The boat’s coxswain did not hear. “The Cap’n don’t like to be kept waitin’, sir.” He waited for him to clamber down into the cockpit and yelled, “Shove off, Nobby! I’m ready for ma tot!”
The bowman grinned and vanished beyond the canopy with the bowline and in seconds they were scudding across the lively white crests. Ayres looked astern and saw the elderly chief petty officer in his belt and gaiters watching him from the door of his little hut. Over the widening gap of frothing water he suddenly touched his cap in salute, and for some reason which Ayres was too young to understand, he was deeply moved. Ayres returned the salute and realised that it was the first mark of respect the old CPO had offered him.

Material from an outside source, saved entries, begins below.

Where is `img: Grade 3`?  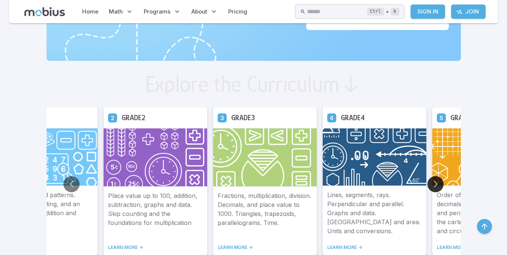 img: Grade 3 is located at coordinates (265, 157).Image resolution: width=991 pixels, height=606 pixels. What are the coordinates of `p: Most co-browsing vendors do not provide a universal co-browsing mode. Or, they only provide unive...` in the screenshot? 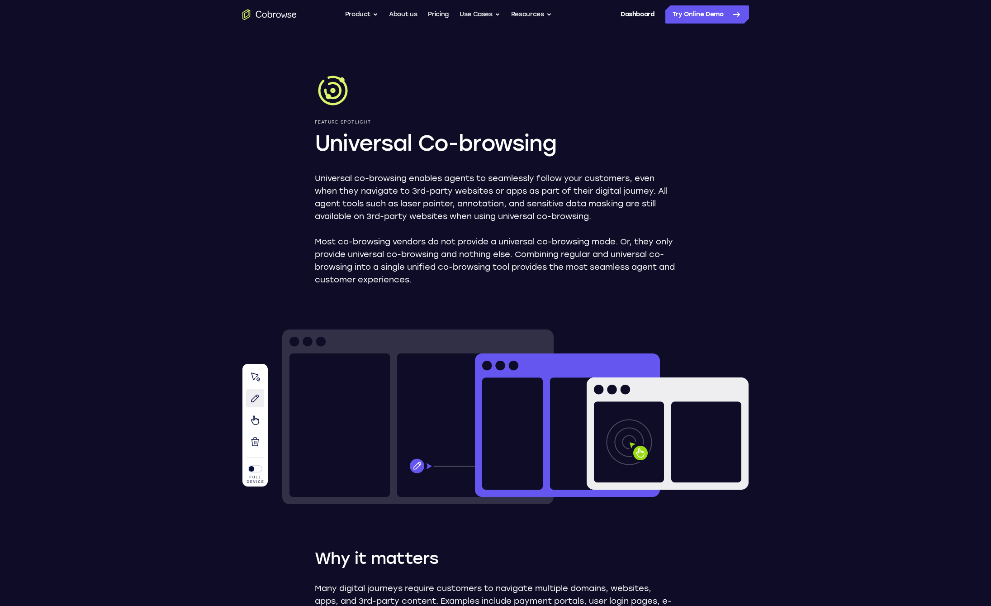 It's located at (496, 260).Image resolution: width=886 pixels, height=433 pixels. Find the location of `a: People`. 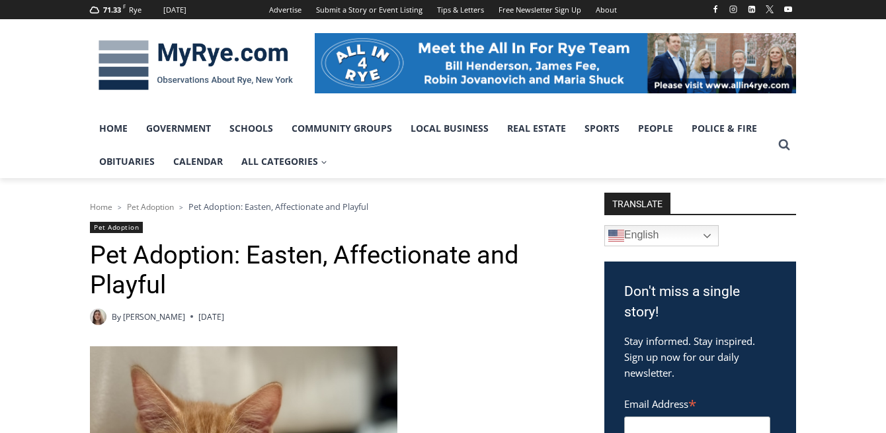

a: People is located at coordinates (655, 128).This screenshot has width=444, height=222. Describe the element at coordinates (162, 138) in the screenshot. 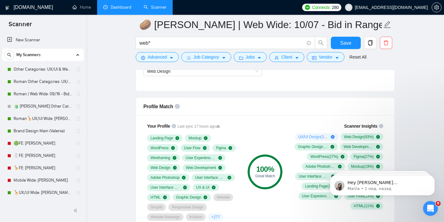

I see `span: Landing Page` at that location.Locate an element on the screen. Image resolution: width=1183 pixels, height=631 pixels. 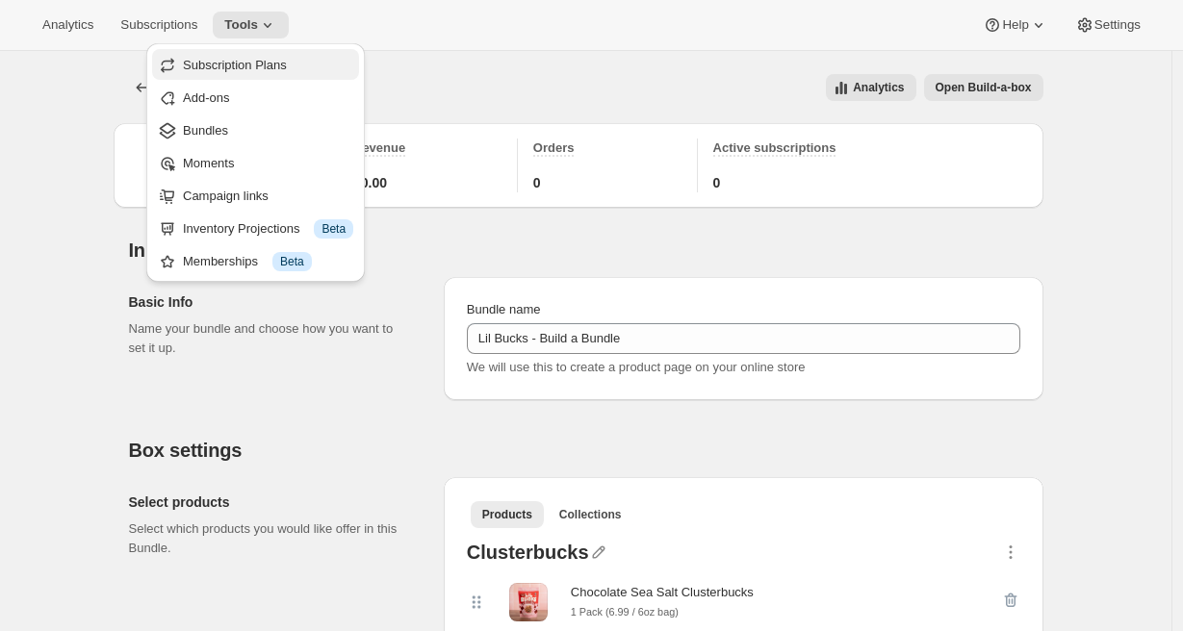
h2: Select products is located at coordinates (270, 502).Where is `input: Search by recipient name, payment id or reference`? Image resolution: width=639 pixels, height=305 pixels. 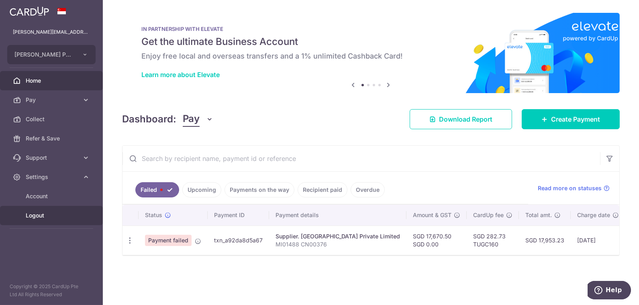 input: Search by recipient name, payment id or reference is located at coordinates (361, 159). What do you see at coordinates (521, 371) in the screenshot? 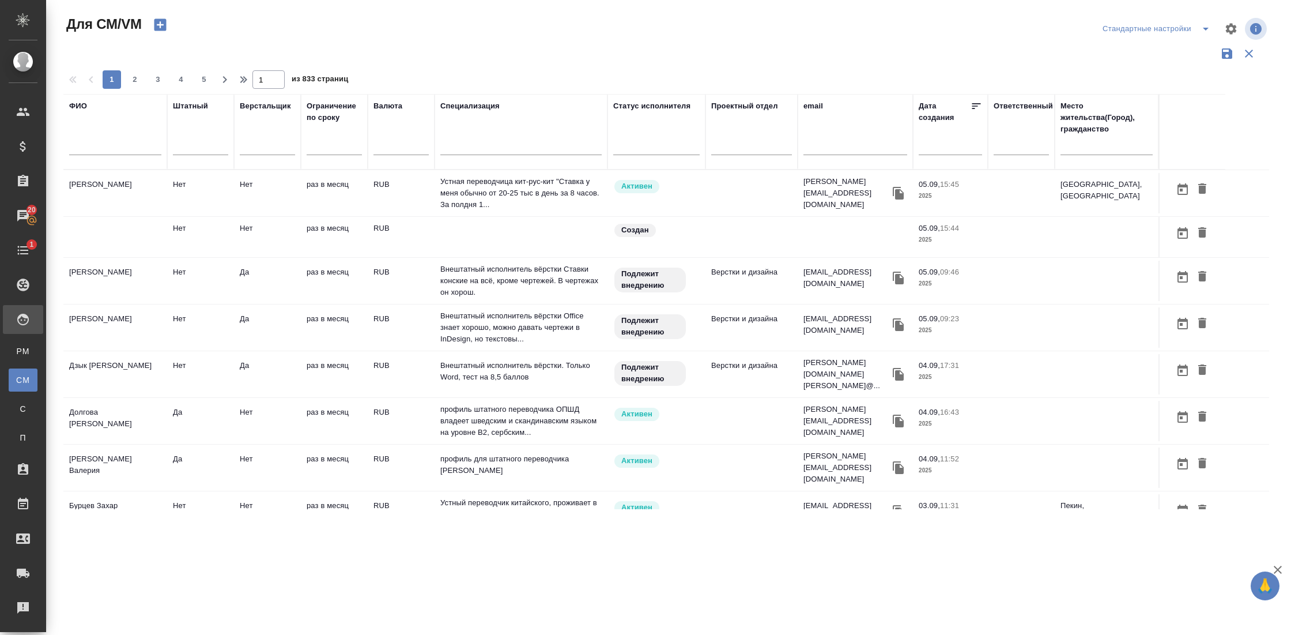
I see `p: Внештатный исполнитель вёрстки. Только Word, тест на 8,5 баллов` at bounding box center [521, 371].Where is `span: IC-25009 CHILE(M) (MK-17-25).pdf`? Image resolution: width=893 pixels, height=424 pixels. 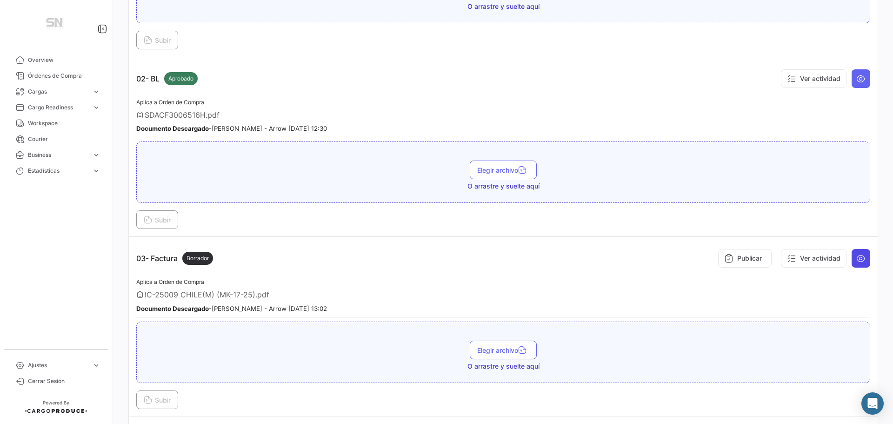
span: IC-25009 CHILE(M) (MK-17-25).pdf is located at coordinates (207, 294).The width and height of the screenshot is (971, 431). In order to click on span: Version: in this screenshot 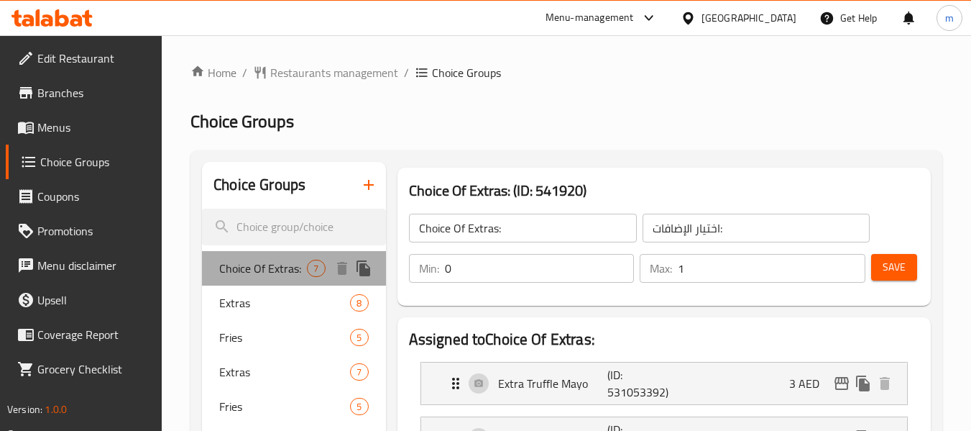, I will do `click(24, 409)`.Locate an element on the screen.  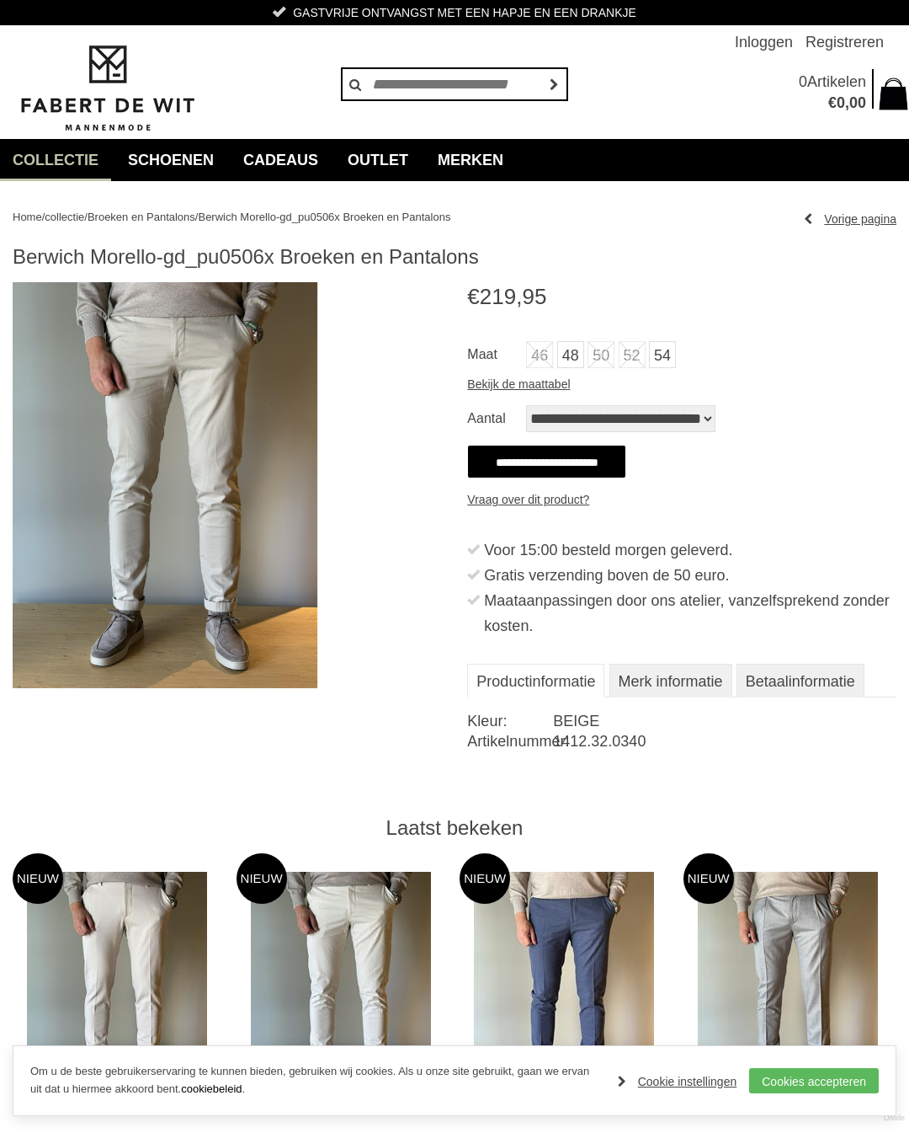
dd: 1412.32.0340 is located at coordinates (725, 741).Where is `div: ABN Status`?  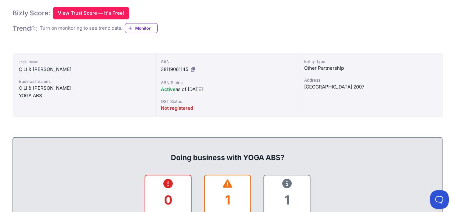 div: ABN Status is located at coordinates (227, 83).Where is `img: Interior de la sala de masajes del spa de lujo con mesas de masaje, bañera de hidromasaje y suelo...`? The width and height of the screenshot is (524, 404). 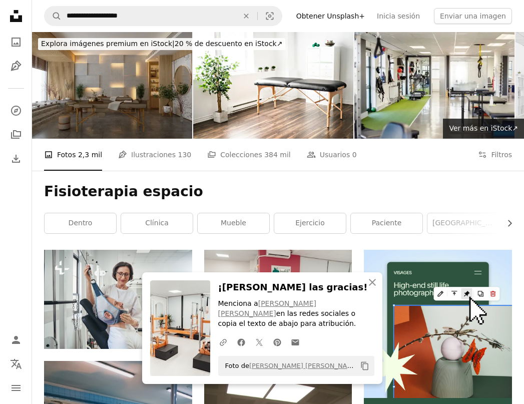 img: Interior de la sala de masajes del spa de lujo con mesas de masaje, bañera de hidromasaje y suelo... is located at coordinates (112, 85).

That was something else you had to get used to. The sailors who went out of their way to throw up a salute, especially if you had your hands or arms full of things, and the others who would enter a shop if necessary to avoid it.
The coxswain studied him warily. “First time in destroyers, sir?”
Ayres shaded his eyes to stare at the impressive spread of the Forth Bridge which dwarfed all the ships which lay near it, or passed beneath the great span of angled iron which linked up with Queensferry in the south. If ever a single achievement proclaimed how man had tamed this part of Scotland, this bridge must be it.
The Germans had tried to destroy it, without success; in fact it was the first target on the British mainland to be bombed by the unstoppable Luftwaffe. There had been indignation and anger at the ease with which it had been done. Ayres doubted if anyone would even comment if it happened today. Too many battles lost, too many men and ships gone forever.
He started as he realised what the coxswain had asked. “In destroyers, yes.”
The coxswain nodded, and when Ayres looked away he winked to his bowman. Green as grass. Just like all the others.